If you need the sofa to double as a guest bed, read our guide to choosing a sleeper sofa -- the mattress and mechanism questions are different from a standard sofa.
If you are considering a sofa with power reclining, read our guide to power furniture -- what the motor changes and what to ask before you buy.
If pets will be on the sofa regularly, read our guide to pet-friendly furniture for which fabrics hold up and what to avoid.
For a deep dive into specific fabric types -- performance microfiber, linen, velvet, genuine leather, and what cleaning codes mean -- read our dedicated sofa fabric guide.
Once you have the sofa chosen, the ottoman decision follows naturally. Read our guide to choosing an ottoman for sizing rules, whether to use it as a coffee table, and storage vs. non-storage options.
If you are considering a reclining sofa specifically, read our guide to reclining sofas and sectionals for wall clearance requirements, manual vs. power considerations, and mechanism quality.
For the comfort and ergonomics side of sofa selection -- seat depth, seat height, cushion foam density, and what to test in the showroom -- read our guide to sofa comfort.
If you are trying to find the best value in a sofa -- understanding what construction details actually matter and where the real quality difference is between price tiers -- read our guide to furnishing a living room on a budget for the prioritization framework.
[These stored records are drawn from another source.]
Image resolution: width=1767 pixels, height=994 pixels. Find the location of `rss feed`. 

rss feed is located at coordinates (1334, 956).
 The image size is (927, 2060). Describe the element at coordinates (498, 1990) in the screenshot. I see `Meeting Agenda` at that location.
Shopping for a sofa for a household with young children adds a few considerations to the standard sofa checklist. Read our guide to family-friendly furniture for what fabrics, frame constructions, and coffee table choices hold up best with kids.
One of the first decisions when buying a sofa is the material. Read our guide to leather vs. fabric sofas for a direct comparison of durability, climate comfort in Texas, maintenance, and what to look for (and avoid) in leather options.
If you are still deciding between a sofa and a sectional, read our guide to sofa vs. sectional -- how room size, seating capacity, and lifestyle factor into which one actually works in your space.